Session 9- Data export and simplification#
Goal: Learn how to get your data out of QuPath and into a manuscript
1. Exporting Cell Counts#
Make sure you have a project in which you successfully ran the multiplex classifier on all 3 lung images. If you did not complete this, open “Proj1 - Session 9” from the backup projects folder.
Save your current image
File > Save. Data export will not work properly without saving first!Measure > Export measurementsSelect the 3 finished images and click the carrot > to select them for export
You’ll likely get a red warning message reminding you to save. It’s OK, it’s always there - but is a valid warning since a fresh cell detection, or any changes you make to the current image before saving, will not be represented in your exported data.
Click Choose next to “Output file”. Give the new file the name “Annotations Measurements”
In the dropdown, choose Export type = “Annotations”
Choose the file separator you want. In the US, “comma (.csv)” is standard.
Click Export. The export should take <<1 min. This produces a spreadsheet with 1 row per annotation (full tissue region and tumor) in each image. Each row contains the information you see in the Annotation tab when you select an annotation.
Working with the annotation data in Excel#
Open the created .csv file in your spreadsheet program of choice (Excel, Google Sheets, Libre Office Calc, etc). I’m using Excel.
To simplify, delete the following columns:
Object ID
Object type
Name
Parent
ROI
Centroid X
Centroid Y
Perimeter
Create the following column headers:
Num CD4
Num CD8
Num T cells
Tcell / mm2
CD4%
We’re going to calculate those metrics for all 6 annotations.
To calculate the total number of CD4 cells, you must add the cell counts in any category that says CD4 (CD4, CD4: FoxP3, CD4: FoxP3: PD1, CD4: PD1)
Repeat for CD8s
Add the CD4 and CD8 cell counts to find total T cells. (For the immunologists: relax, this is a simplification for example purposes.)
Divide the T cell count by the area to find T cell density: \(Num Tcells / Area (um^2) *1000000 = Tcells / mm^2\)
Calculate CD4% of all T cells as \(Num CD4 / Num Tcells * 100 = CD4\% \)
Select all of the newly calculated metrics and double click to drop down for all tissues

Similar procedures could be used to find the frequency of FoxP3s among CD4s or the frequency of PD1 among CD8s, etc.
Compare tissue types and sample by sorting the data by the Classification column to separate the full tissue and the tumor-only.
2. Exporting Individual Cell Measurements#
Sometimes, instead of needing the total fraction of positive cells in an area, we need the distribution of cell measurements.
Back in QuPath:
Measure > Export measurementsSelect the 3 finished images and click the carrot > to select them for export
Click Choose next to “Output file”. Give the new file the name “Cell Measurements”
In the dropdown, choose Export type = “Detections”
Choose the file separator you want. In the US, “comma (.csv)” is standard.
Click Populate. Then, in the dropdown, select:
Image
Classification
Each “mean intensity” measurement (8 total)
Click Export. The export should take <1 min (often more for large projects and full whole slide images). The output file will have 1 row per cell, with each row containing everything we have measured about that cell.
Working with the Cell data in Excel/Prism#
Open the created file in Excel
Filter the long spreadsheet for Lung1 and CD4+ cells

Create a new worksheet called “CD4 PD1”. Copy the values from the column “ROI: 0.33 µm per pixel: PD1: Mean” into the new worksheet.
Repeat for Lung2 and Lung3.
Select columns A, B, C.
In the Insert tab, click the dropdown next to the blue bar graph and choose “Box and Whisker”
You’ll get a graph that looks like this:
8. Alternatively, if you have access to Prism, paste the data directly into Prism instead of a separate worksheet (easier). The resulting violin plot will be prettier and will look like this:
A note on image analysis statistics#
When calculating statistics, it’s important to keep track of technical vs biological replicates
- 1 mouse/human sample = n of 1
- 10000 cells in a single section = 1 biological replicate
- 2 sections from the same mouse = 2 technical replicates
- Individual cells are NOT independent. Do not perform a t-test or ANOVA on them. If you try to, you will find that these 3 crops from the same lung are p<.0001 different from each other!
- To display both sample variabity and cell-to-cell variability, use Nested plots in Prism. For further information, see the informative and funny SuperPlots paper
It’s equally important to keep track of error propagation.
To WILDLY simplify power analysis, your classifier should have less error than both the difference between groups and the expected frequency of cells. Which one is more limiting depends on your experiment.
NB: This is also true for flow cytometry! If you compare the MFIs of 1000 cells from each of 2 mice, you have n=1 per group.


Work task
In the entries that follow, find the line containing "This screenshot has height=362, width=756."; from there, copy every line exactly through the line containing "Image resolution: width=982".

Task inputs
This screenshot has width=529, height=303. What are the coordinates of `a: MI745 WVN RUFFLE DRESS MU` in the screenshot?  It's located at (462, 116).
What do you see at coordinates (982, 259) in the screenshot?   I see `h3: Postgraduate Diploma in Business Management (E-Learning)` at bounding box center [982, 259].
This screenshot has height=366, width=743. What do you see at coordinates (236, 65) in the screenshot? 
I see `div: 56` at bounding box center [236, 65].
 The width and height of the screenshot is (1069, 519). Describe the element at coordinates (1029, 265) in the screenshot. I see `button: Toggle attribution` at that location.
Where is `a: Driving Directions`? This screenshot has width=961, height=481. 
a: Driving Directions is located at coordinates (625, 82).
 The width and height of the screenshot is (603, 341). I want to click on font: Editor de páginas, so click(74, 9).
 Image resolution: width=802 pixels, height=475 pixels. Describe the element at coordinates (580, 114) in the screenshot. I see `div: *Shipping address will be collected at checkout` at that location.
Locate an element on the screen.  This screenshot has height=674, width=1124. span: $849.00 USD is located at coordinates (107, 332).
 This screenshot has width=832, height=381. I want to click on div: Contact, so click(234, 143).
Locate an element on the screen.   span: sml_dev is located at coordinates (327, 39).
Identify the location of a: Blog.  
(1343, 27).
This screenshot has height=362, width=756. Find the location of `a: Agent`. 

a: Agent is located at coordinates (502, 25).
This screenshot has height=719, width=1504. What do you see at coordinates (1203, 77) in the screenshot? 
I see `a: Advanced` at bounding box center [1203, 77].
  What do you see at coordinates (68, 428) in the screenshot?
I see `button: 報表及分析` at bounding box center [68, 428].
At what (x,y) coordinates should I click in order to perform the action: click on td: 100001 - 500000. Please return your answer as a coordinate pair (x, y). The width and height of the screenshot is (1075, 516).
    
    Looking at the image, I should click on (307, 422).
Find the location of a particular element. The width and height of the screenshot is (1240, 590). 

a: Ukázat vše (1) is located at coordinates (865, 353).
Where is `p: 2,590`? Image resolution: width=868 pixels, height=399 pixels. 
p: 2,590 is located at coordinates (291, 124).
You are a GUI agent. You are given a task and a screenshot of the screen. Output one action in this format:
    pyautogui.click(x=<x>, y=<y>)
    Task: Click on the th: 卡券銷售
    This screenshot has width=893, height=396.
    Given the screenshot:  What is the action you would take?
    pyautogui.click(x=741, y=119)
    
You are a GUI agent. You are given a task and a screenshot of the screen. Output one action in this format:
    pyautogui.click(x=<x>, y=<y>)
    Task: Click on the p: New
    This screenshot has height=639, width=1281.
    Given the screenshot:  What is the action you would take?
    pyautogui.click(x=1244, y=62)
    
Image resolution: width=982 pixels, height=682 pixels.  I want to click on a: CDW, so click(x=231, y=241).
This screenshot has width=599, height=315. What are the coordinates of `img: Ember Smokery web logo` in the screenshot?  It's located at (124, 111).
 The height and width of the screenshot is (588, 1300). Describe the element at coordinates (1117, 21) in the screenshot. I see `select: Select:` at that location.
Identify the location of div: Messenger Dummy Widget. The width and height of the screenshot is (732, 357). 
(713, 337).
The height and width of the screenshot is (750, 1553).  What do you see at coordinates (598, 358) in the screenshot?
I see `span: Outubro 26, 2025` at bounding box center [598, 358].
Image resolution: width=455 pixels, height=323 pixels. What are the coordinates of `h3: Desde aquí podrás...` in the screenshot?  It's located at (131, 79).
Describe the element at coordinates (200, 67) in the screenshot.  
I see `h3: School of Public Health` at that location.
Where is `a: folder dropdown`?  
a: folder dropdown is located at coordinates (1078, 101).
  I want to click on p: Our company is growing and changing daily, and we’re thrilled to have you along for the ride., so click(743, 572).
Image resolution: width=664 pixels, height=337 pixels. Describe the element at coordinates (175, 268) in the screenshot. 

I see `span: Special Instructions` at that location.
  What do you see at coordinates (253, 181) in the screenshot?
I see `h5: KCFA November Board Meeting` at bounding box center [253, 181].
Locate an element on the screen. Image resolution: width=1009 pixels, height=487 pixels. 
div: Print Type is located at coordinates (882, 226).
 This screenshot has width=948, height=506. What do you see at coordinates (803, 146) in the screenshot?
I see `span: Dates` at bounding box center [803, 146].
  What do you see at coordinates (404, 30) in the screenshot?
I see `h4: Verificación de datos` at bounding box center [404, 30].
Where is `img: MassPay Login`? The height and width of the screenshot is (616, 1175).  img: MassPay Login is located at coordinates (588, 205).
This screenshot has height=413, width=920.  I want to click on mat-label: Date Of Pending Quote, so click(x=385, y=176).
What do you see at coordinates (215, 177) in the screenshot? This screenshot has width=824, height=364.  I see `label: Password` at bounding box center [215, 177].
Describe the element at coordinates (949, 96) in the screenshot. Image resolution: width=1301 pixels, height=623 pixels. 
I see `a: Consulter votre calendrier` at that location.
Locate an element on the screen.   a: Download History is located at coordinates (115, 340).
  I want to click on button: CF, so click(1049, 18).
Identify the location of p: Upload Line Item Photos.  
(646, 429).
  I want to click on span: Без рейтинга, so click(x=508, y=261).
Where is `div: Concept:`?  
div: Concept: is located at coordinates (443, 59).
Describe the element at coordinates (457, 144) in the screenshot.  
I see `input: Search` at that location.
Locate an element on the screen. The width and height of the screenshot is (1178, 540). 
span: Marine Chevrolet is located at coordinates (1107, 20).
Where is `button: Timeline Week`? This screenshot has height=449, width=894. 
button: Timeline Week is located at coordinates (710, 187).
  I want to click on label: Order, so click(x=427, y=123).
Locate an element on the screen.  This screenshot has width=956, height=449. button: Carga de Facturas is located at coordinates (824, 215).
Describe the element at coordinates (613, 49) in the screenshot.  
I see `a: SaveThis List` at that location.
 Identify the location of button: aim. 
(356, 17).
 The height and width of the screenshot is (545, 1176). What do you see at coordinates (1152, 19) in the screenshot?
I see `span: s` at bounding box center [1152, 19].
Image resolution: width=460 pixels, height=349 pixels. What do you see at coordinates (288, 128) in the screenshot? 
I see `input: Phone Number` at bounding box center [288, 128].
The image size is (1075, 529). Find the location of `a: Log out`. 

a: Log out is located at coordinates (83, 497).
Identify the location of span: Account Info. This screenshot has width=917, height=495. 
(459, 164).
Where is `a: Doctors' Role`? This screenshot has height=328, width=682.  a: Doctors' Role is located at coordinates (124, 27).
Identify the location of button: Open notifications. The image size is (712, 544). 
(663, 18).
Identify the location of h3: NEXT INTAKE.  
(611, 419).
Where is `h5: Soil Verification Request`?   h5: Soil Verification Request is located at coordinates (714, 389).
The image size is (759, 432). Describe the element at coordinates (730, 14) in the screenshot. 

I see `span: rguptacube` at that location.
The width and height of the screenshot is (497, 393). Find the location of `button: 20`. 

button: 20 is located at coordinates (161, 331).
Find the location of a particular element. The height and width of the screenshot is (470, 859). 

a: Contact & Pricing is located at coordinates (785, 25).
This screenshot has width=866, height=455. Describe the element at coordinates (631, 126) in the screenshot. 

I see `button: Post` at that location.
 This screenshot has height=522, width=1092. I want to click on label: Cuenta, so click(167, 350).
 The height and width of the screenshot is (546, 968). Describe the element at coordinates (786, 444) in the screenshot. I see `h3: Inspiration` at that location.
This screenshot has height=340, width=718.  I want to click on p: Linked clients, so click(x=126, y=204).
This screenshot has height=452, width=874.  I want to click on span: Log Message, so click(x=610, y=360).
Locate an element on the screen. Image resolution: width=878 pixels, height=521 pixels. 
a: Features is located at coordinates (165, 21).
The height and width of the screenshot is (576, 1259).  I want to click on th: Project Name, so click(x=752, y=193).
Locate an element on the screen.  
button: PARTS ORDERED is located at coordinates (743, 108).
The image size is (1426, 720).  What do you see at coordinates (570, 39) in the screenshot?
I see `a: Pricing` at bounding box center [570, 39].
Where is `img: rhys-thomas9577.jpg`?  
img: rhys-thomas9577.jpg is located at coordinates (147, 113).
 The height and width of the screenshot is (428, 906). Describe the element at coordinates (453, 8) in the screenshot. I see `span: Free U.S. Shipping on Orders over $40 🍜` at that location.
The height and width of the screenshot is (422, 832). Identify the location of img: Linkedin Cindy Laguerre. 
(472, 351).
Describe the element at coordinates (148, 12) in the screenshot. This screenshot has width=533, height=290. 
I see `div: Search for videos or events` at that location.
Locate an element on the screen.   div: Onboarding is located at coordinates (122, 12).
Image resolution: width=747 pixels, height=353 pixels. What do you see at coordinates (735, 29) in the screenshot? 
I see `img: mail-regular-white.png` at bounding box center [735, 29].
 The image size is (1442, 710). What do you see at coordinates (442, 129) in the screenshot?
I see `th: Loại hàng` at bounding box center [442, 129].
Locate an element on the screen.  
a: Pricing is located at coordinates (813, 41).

Solution for this problem
This screenshot has height=362, width=756. Find the location of `a: Agent`. 

a: Agent is located at coordinates (502, 25).
This screenshot has height=719, width=1504. What do you see at coordinates (1203, 77) in the screenshot? 
I see `a: Advanced` at bounding box center [1203, 77].
  What do you see at coordinates (68, 428) in the screenshot?
I see `button: 報表及分析` at bounding box center [68, 428].
At what (x,y) coordinates should I click in order to perform the action: click on td: 100001 - 500000. Please return your answer as a coordinate pair (x, y). The width and height of the screenshot is (1075, 516).
    
    Looking at the image, I should click on (307, 422).
Find the location of a particular element. The width and height of the screenshot is (1240, 590). 

a: Ukázat vše (1) is located at coordinates (865, 353).
Where is `p: 2,590`? Image resolution: width=868 pixels, height=399 pixels. 
p: 2,590 is located at coordinates (291, 124).
You are a GUI agent. You are given a task and a screenshot of the screen. Output one action in this format:
    pyautogui.click(x=<x>, y=<y>)
    Task: Click on the th: 卡券銷售
    This screenshot has width=893, height=396.
    Given the screenshot:  What is the action you would take?
    pyautogui.click(x=741, y=119)
    
You are a GUI agent. You are given a task and a screenshot of the screen. Output one action in this format:
    pyautogui.click(x=<x>, y=<y>)
    Task: Click on the p: New
    This screenshot has height=639, width=1281.
    Given the screenshot:  What is the action you would take?
    pyautogui.click(x=1244, y=62)
    
Image resolution: width=982 pixels, height=682 pixels.  I want to click on a: CDW, so click(x=231, y=241).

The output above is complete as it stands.